Language, for all its benefits, is also a source of great pain. It’s language that brings awareness of time, memory, and death. Language creates the scrim of consciousness that separates us from other beings. Language gives us the capacity to dwell on the past, to anticipate the future. Without language, we’d be living like animals, in the perpetual present, outside time, unaware of death. The impossibility of our returning to this state is something many philosophers have tried to grapple with (“If a lion could speak,” according to Ludwig Wittgenstein, “we would not understand him”). In an essay on humanism, the philosopher William James speculates on the connection between language and thought. “To call my present idea of my dog . . . cognitive of the real dog,” he wrote, “means that, as the actual tissue of experience is constituted, the idea is capable of leading into a chain of other experiences on my part that go from next to next and terminate at last in vivid sense-perceptions of a jumping, barking, hairy body.”
Jumping, barking, hairy bodies have no need to speculate about “the actual tissue of experience”—they’re too busy having it. Dogs, unlike philosophers, never doubt. “A dog cannot lie, but neither can he be sincere,” claimed Wittgenstein, who clearly never had a dog. Grisby is always sincere, and so was Pelléas, whom Maeterlinck describes in “Our Friend the Dog” as a young bulldog with a generous and gentle nature. Maeterlinck recalls Pelléas, though still a small puppy, “sitting at the foot of my writing-table, his tail carefully folded under his paws, his head a little on one side, the better to question me, at once attentive and tranquil, as a saint should be in the presence of God.” To Maeterlinck, a dog’s unthinking love and devotion to its master turns human beings into divinities, of whom the dog possesses full knowledge. “I envied the gladness of his certainty,” wrote Maeterlinck of Pelléas. “I compared it with the destiny of man, still plunging on every side into darkness, and said to myself that the dog who meets with a good master is the happier of the two.”
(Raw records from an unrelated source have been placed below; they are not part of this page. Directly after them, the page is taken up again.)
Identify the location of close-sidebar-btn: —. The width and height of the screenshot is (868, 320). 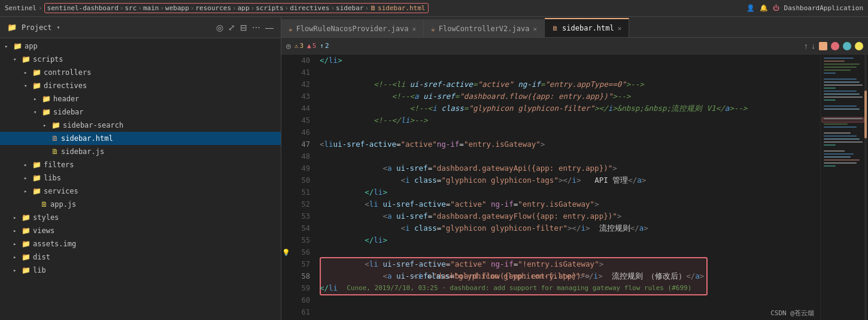
(269, 28).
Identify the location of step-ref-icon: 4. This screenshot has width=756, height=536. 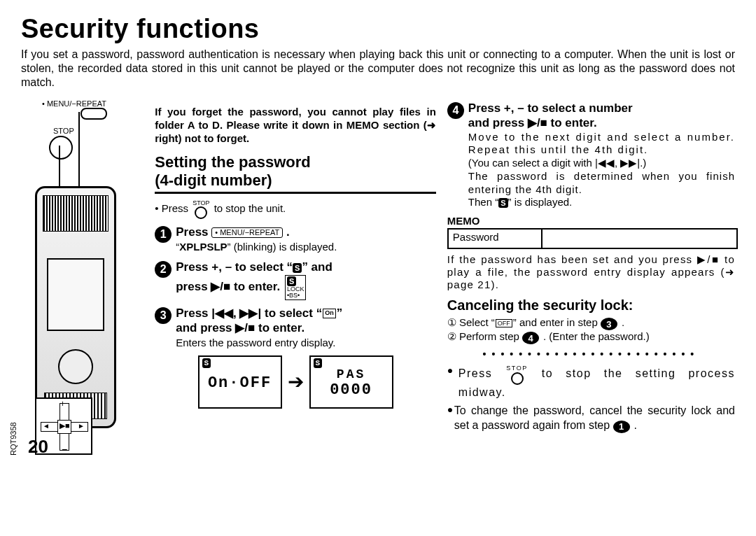
(531, 338).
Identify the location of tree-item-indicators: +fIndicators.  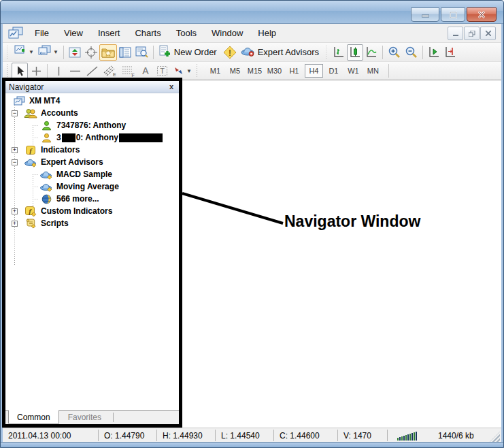
(93, 150).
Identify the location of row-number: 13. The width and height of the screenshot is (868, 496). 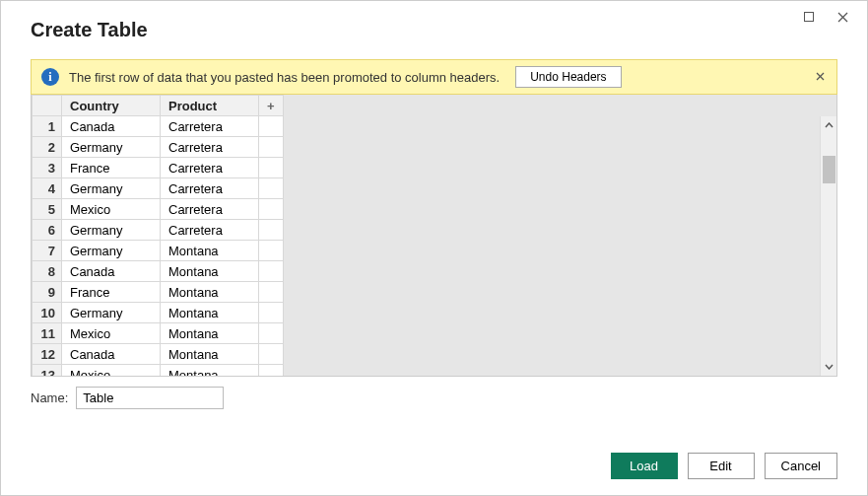
(47, 371).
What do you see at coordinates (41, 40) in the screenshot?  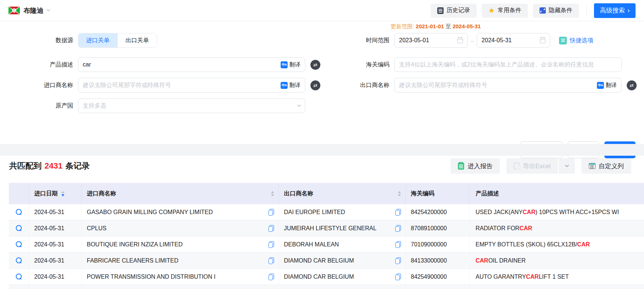 I see `data-source-label: 数据源` at bounding box center [41, 40].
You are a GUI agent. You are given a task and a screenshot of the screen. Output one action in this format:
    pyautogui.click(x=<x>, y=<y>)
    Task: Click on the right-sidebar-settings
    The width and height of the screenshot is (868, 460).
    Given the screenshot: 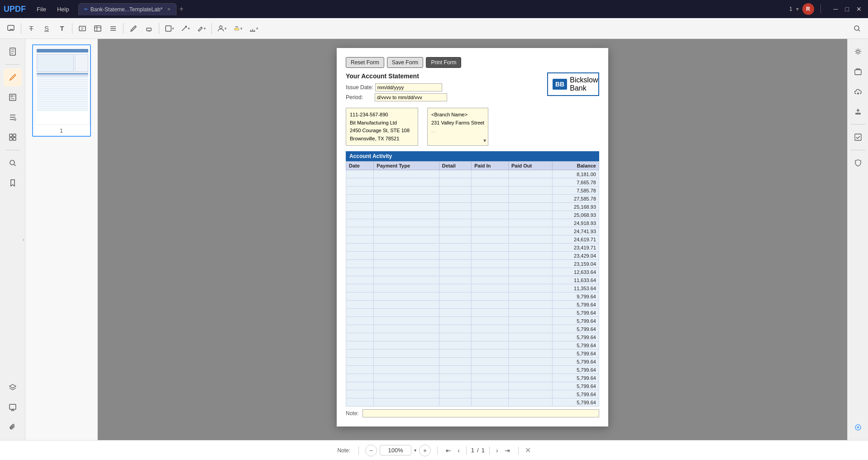 What is the action you would take?
    pyautogui.click(x=858, y=52)
    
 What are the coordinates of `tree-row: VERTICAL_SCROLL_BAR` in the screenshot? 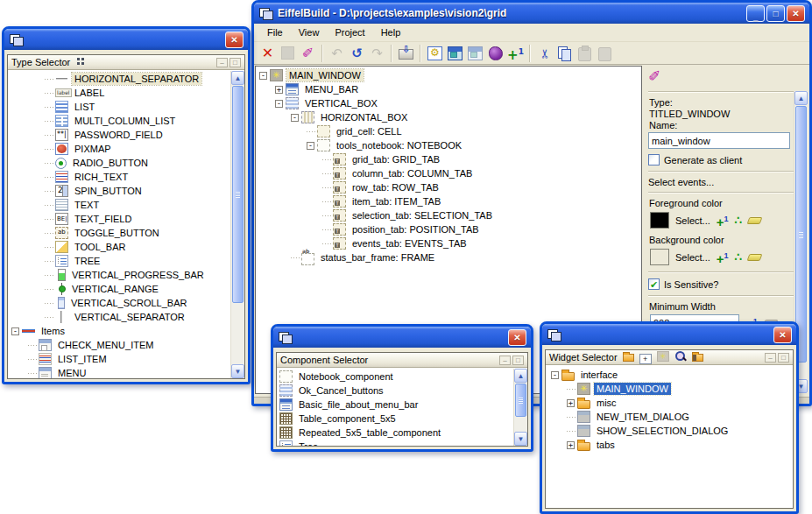 It's located at (127, 303).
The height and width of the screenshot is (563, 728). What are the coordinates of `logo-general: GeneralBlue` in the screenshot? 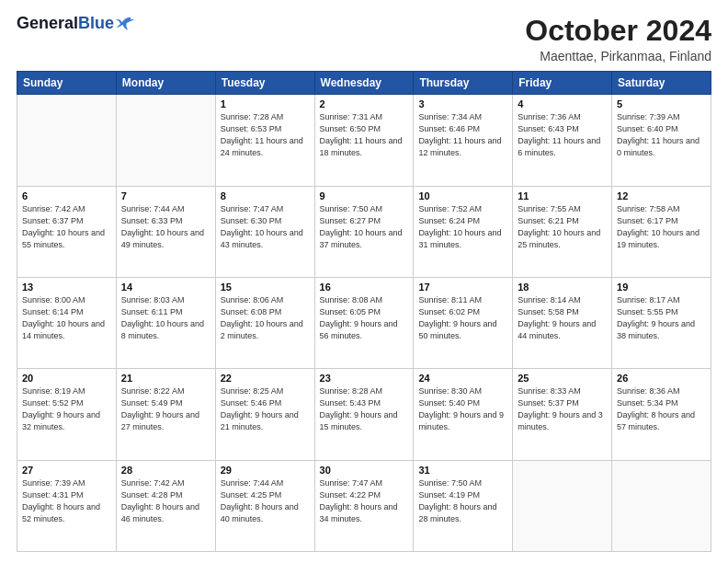 It's located at (65, 24).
Clearly, human language is artificial, impractical, and absurd when compared with “a jumping, barking, hairy body,” or the solid certainty of a bulldog at your feet. Virginia Woolf wrote of Flush that “not a single one of his myriad sensations ever submitted itself to the deformity of words,” yet the author needs “the deformity of words” to describe the dog’s life, to translate it into a story we can understand. Flush is a book for humans; dogs don’t have stories. On this subject, William James, in an essay entitled “A Pluralistic Universe,” speculates that “we may be in the Universe as dogs and cats are in our libraries, seeing the books and hearing the conversation, but having no inkling of the meaning of it all.” But why assume “the meaning of it all” is something contained in books? Words can’t be chewed, chased, or licked; they can’t be eaten, growled at, or pissed on; they have no smell; for those of us without language, what use are they at all?